Doodle Quest

doodle_gamerDry erase markers are cool. Maybe it’s that I grew up in the waning age of chalkboards and became a teacher just as dry-erase boards were becoming ubiquitous. The vivid colors just seemed so vibrant compared to the tinted chalk I had to work with in secondary school. This is what it must have been like for my grandparents when the world got color just after the turn of the 20th Century…

Doodle Quest is a clever little drawing game that has more to do with spatial awareness than drawing skill. It’s also a clever little maze game that is quite a challenge to complete even when you can see exactly where you need to go.

The game comes with 18 quest cards, 4 transparent sheets of plastic, 4 dry-erase pens, and 4 fish stencils. The quest cards are double sided with one side being for beginners and the other for more advanced players. Each quest tells players how they can solve the puzzle by drawing a few lines. The players then have to draw the lines on their transparent sheet without measuring or touching the quest card. The transparent sheet is then placed over the quest card to see how well each player did.

For example: one quest asks you to add 4 spots to a clown fish. Some parts of the picture are worth 0 points. Some parts are worth 3 points. Some parts are worth 4 points. If your dot falls ENTIRELY within one of the 3 or 4 point areas you get those points. If it even touches one of the zero point areas you get nothing. Needless to say, the areas are interspersed so that a small variation in the wrong direction will earn you a nice fat goose egg.

01 AwardDoodle Quest was a huge hit when we played this with our kids. It is one of those activities that adults will have very little advantage over the kids and there are lots of ways to even the playing field. A great family game that is engaging and challenging for a wide range of ages.

The illustrations are silly and colorful. The materials are durable and make great use of the dry-erase medium. This is one of those games that can only exist because of the dry-erase technology. I applaud the designers for seeing the unique and Major Fun possibilities held within these mildly intoxicating markers.

1-4 players. Ages 6+

Doodle Quest was designed by Laurent Escoffier and David Franck and is © 2014 by Blue Orange Games.

Keva Brain Builders

Keva Brain BuilderIf you missed my earlier post about Keva planks and the fun of destruction, you can check it out here.

Keva planks are precision cut wooden building blocks. They measure about a quarter of an inch thick and the proportion of their dimensions is 1:3:15 (1 unit thick, 3 units wide, and 15 units long). The uniformity and quality of the Keva plank construction makes them ideal for building very complex and very stable structures.

Turns out, they also make for an interesting brain-teaser.

In essence, Keva Brain Builders is an exercise in architectural design and perspective drawing. The game comes with 20 planks and 30 puzzle cards. The cards are double sided. On the puzzle side is shown a diagram of something the player needs to build. The diagram shows the figure in top view, side view, and front view. The planks are color coded to indicate which side you are looking at in each view.

Your challenge is to build the structure so that it matches the picture on the solution side of the card.

The cards come in three difficulty levels. The easy ones are very simple both in the structure’s complexity and in the amount of balance it takes to create the structure. As the puzzles get harder, the diagrams become somewhat more difficult to suss out, but the manual dexterity to build the solutions becomes much more challenging.

01 AwardKeva Brain Builders lends itself to free play. Although many of us at Major Fun liked playing with the challenge cards, just as many liked building our own structures. I imagine that there will be many kids who will be perfectly happy to take the planks and make their own designs. I had fun trying to come up with complicated designs that I would then draw in all three perspectives.

Ultimately, this is a great introduction into Keva planks, it’s a nice small building set, and the puzzle challenges are a clever way to improve spatial awareness. It comes in a compact, zippered pouch; although if your household is anything like mine, that will get stuffed with dolls and the Keva planks will be incorporated into some other Frankenstein structure of train tracks, Lego, and toilet paper rolls.

Solo play. Ages 7+

Keva Brain Builders is © 2014 by MindWare.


● Work task:
The records that follow should be retyped word for word.
═══ Record excerpts ═══
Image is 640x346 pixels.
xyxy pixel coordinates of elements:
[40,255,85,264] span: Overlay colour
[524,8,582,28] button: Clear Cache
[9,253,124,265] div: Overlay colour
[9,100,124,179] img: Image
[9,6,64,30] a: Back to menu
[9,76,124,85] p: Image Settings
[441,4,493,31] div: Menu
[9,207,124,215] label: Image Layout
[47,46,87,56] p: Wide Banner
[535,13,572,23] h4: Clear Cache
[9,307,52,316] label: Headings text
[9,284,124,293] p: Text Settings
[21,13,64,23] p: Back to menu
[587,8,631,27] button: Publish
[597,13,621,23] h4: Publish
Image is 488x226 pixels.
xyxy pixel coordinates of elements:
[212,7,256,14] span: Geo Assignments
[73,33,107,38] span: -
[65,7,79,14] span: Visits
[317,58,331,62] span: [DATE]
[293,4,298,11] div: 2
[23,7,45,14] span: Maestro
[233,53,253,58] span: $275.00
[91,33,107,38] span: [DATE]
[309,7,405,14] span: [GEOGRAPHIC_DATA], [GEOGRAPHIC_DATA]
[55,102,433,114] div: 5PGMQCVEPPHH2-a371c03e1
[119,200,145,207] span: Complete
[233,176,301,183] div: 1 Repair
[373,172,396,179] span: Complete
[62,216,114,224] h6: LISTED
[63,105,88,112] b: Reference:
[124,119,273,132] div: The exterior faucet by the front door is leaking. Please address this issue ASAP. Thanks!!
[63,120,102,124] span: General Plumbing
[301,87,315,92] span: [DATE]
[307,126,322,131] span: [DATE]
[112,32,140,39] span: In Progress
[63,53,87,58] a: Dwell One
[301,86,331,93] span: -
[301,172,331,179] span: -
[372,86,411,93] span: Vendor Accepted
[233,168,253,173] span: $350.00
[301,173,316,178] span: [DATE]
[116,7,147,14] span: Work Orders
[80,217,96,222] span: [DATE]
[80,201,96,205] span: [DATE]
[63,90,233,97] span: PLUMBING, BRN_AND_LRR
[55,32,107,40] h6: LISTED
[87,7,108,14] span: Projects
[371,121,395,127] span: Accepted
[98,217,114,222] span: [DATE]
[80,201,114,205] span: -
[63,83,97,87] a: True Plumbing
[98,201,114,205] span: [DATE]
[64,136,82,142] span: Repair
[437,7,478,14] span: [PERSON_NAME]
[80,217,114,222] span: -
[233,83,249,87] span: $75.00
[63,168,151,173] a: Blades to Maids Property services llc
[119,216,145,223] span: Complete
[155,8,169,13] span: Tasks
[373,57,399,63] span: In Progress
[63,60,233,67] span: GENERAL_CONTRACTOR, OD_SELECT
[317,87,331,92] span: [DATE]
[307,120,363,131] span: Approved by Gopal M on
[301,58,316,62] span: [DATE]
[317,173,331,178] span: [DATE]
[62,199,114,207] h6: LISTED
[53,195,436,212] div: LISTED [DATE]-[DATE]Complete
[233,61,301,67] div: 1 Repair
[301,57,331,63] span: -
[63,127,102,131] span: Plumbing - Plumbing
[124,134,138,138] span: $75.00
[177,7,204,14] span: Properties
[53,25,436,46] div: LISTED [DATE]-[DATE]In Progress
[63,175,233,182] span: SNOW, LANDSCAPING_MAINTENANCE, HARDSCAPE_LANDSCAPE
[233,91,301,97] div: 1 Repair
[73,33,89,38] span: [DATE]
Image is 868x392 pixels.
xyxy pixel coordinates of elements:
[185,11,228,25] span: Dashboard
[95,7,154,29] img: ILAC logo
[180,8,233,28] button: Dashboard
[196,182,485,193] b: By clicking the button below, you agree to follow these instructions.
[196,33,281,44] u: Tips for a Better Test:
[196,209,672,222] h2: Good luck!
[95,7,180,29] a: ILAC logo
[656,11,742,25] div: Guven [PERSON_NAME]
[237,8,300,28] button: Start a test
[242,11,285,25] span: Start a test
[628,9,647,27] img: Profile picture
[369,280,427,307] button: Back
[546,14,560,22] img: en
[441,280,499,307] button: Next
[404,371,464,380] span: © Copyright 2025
═══
● Written response:
Image is 640x346 pixels.
xyxy pixel coordinates of elements:
[40,255,85,264] span: Overlay colour
[524,8,582,28] button: Clear Cache
[9,253,124,265] div: Overlay colour
[9,100,124,179] img: Image
[9,6,64,30] a: Back to menu
[9,76,124,85] p: Image Settings
[441,4,493,31] div: Menu
[9,207,124,215] label: Image Layout
[47,46,87,56] p: Wide Banner
[535,13,572,23] h4: Clear Cache
[9,307,52,316] label: Headings text
[9,284,124,293] p: Text Settings
[21,13,64,23] p: Back to menu
[587,8,631,27] button: Publish
[597,13,621,23] h4: Publish
Image is 488x226 pixels.
xyxy pixel coordinates of elements:
[212,7,256,14] span: Geo Assignments
[73,33,107,38] span: -
[65,7,79,14] span: Visits
[317,58,331,62] span: [DATE]
[293,4,298,11] div: 2
[23,7,45,14] span: Maestro
[233,53,253,58] span: $275.00
[91,33,107,38] span: [DATE]
[309,7,405,14] span: [GEOGRAPHIC_DATA], [GEOGRAPHIC_DATA]
[55,102,433,114] div: 5PGMQCVEPPHH2-a371c03e1
[119,200,145,207] span: Complete
[233,176,301,183] div: 1 Repair
[373,172,396,179] span: Complete
[62,216,114,224] h6: LISTED
[63,105,88,112] b: Reference:
[124,119,273,132] div: The exterior faucet by the front door is leaking. Please address this issue ASAP. Thanks!!
[63,120,102,124] span: General Plumbing
[301,87,315,92] span: [DATE]
[307,126,322,131] span: [DATE]
[112,32,140,39] span: In Progress
[63,53,87,58] a: Dwell One
[301,86,331,93] span: -
[301,172,331,179] span: -
[372,86,411,93] span: Vendor Accepted
[233,168,253,173] span: $350.00
[301,173,316,178] span: [DATE]
[116,7,147,14] span: Work Orders
[80,217,96,222] span: [DATE]
[80,201,96,205] span: [DATE]
[63,90,233,97] span: PLUMBING, BRN_AND_LRR
[55,32,107,40] h6: LISTED
[87,7,108,14] span: Projects
[371,121,395,127] span: Accepted
[98,217,114,222] span: [DATE]
[80,201,114,205] span: -
[63,83,97,87] a: True Plumbing
[98,201,114,205] span: [DATE]
[64,136,82,142] span: Repair
[437,7,478,14] span: [PERSON_NAME]
[80,217,114,222] span: -
[233,83,249,87] span: $75.00
[63,168,151,173] a: Blades to Maids Property services llc
[119,216,145,223] span: Complete
[155,8,169,13] span: Tasks
[373,57,399,63] span: In Progress
[63,60,233,67] span: GENERAL_CONTRACTOR, OD_SELECT
[317,87,331,92] span: [DATE]
[307,120,363,131] span: Approved by Gopal M on
[301,58,316,62] span: [DATE]
[317,173,331,178] span: [DATE]
[62,199,114,207] h6: LISTED
[53,195,436,212] div: LISTED [DATE]-[DATE]Complete
[233,61,301,67] div: 1 Repair
[301,57,331,63] span: -
[63,127,102,131] span: Plumbing - Plumbing
[124,134,138,138] span: $75.00
[177,7,204,14] span: Properties
[53,25,436,46] div: LISTED [DATE]-[DATE]In Progress
[63,175,233,182] span: SNOW, LANDSCAPING_MAINTENANCE, HARDSCAPE_LANDSCAPE
[233,91,301,97] div: 1 Repair
[73,33,89,38] span: [DATE]
Image is 868x392 pixels.
xyxy pixel coordinates of elements:
[185,11,228,25] span: Dashboard
[95,7,154,29] img: ILAC logo
[180,8,233,28] button: Dashboard
[196,182,485,193] b: By clicking the button below, you agree to follow these instructions.
[196,33,281,44] u: Tips for a Better Test:
[196,209,672,222] h2: Good luck!
[95,7,180,29] a: ILAC logo
[656,11,742,25] div: Guven [PERSON_NAME]
[237,8,300,28] button: Start a test
[242,11,285,25] span: Start a test
[628,9,647,27] img: Profile picture
[369,280,427,307] button: Back
[546,14,560,22] img: en
[441,280,499,307] button: Next
[404,371,464,380] span: © Copyright 2025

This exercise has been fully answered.